Ariel, all three pounds of her, holds court from a doggy playpen when visiting my mother. My mom’s cats, all rescues who have done their time fending on the outside, are not especially accepting of Ariel, despite her pint size. In their eyes, a dog is a dog and they circle her warily. Ariel is utterly unaware and unconcerned because as far as she knows she rules all.

Mom’s cats keeping an eye on tiny Ariel who seems indifferent – or maybe even ready to play.

This is not always the case and growing up our cat Snoopy (a gentle male, white with black cow spots) was buddies with our German Shepard, Duchess. They would curl up together frequently and like us kids, Snoopy belonged to Duchess.

However, I’m sure with repeated daily exposure Ariel will become another accepted animal denizen of the Butler house.

String Band

Pam’s Pictorama Photo Post: I’m not sure I remember where this photo hails from, possible @missmollystlantiques which means it likely comes from the Midwest, or maybe eBay.

However, frankly I can find no tracks either way. I came across it yesterday when I was assembling the photos which had come to me via jewelry vendors (that post can be found here) where I had mysteriously put it aside after receiving. (And after publishing my post I was tickled to find out that at least one of my IG friends – shout out to Karen! – is a purchaser from the same vendors and collects their photos too.)

I have a fondness for this sort of early band photo which is something of a genre; seems folks couldn’t resist getting the band together in the yard before taking off somewhere. I don’t own more of them as they usually command competitive bidding and go high. However, I stumbled across this one and bought it. I was lucky and it is a good example. Only a $2 mark on the back of the photo, nothing to identify it further.

This is a banjo-heavy quartet with just the one guitar. I wonder what their sound was like. I probably would have liked a violin in there maybe, just saying. However, a quick look at Youtube tells me that banjos do like to hang together in multiple, not unusual to see four or five together.

These fellows are not youngsters, but of a certain age. We’ll assume they knew what they were about. Could have been bluegrass or something else. (The Youtube below may satisfy if this is putting you in the mood for early banjo music – a great slide show of banjo related pics too!)

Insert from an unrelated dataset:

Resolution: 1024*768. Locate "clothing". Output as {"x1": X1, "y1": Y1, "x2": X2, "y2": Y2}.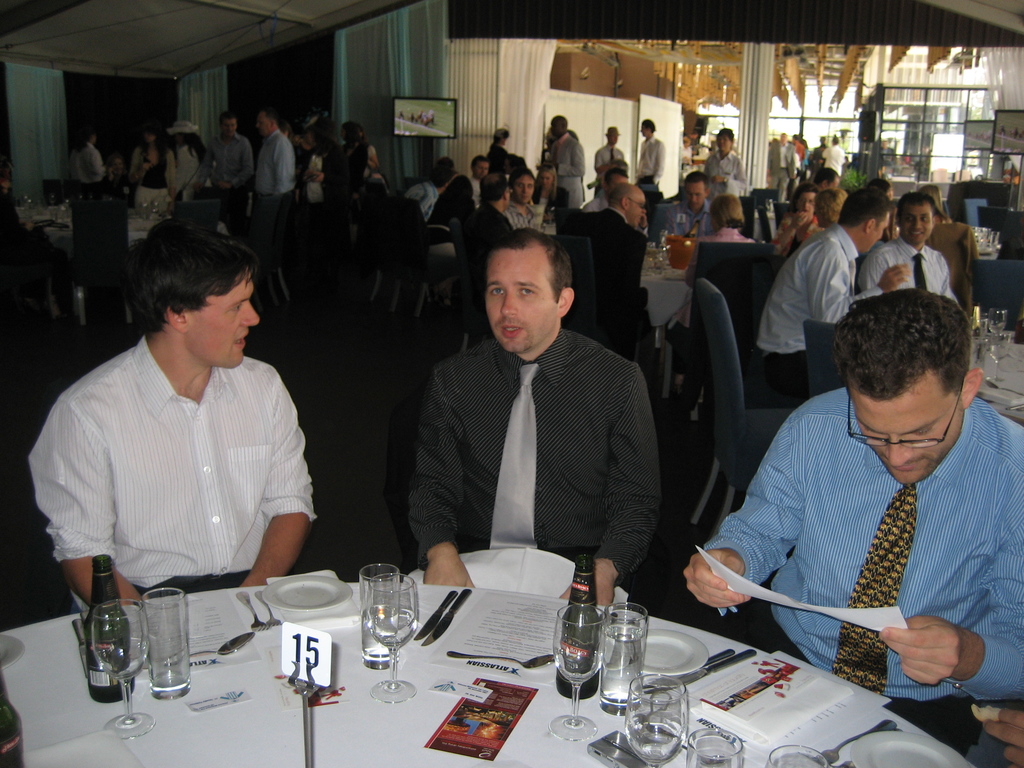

Kim and I are unable to decide what their sign says, although I suspect that to them it seemed perfectly clear. FALL what? UJM? These four fellows are in their cleanest, whitest shirts and, as Kim pointed out, each is sporting the very same barbershop hair cut, freshly and recently executed. It is an earnest photo. The fellow on the top left is leaning in, probably as he would when he played.

If you look carefully, in the windows you can see some folks watching this photo being taken, as is the fellow out by the wash drying in the side yard, hand on hip. The front of a car (perhaps their conveyance to gigs) has nosed into the photo on the other side.

In my mind I imagine that right after this photo was snapped, they packed their sign and climbed into that car and took off into the summer day, on their way to their next gig.

Little Photos

Pam’s Pictorama Photo Post: Today I have two lovely little photos which were sent to me with packages from Rachel @wassail_antiques. I discovered Rachel’s business on Instagram during the quarantine period and I have written about the wonderful bits of jewelry I have purchased from her – mostly British items from the earliest part of the 20th Century – a parallel universe to what folks were wearing in this country. Similar yet somehow very different. (I have written about these purchases here, here and here for starters!)

Rachel is a gifted photographer and the images of her items always tempt. In addition, the packing upon arrival is always lovely and heightens the feeling that a gift has come in the mail. Several folks I buy from include some early photos or cards in their package (some shown above), but I always feel that Rachel has handpicked the ones she sends me, knowing my aesthetic predilections and interests. Two are shown here today. Neither has any identifying information on the back.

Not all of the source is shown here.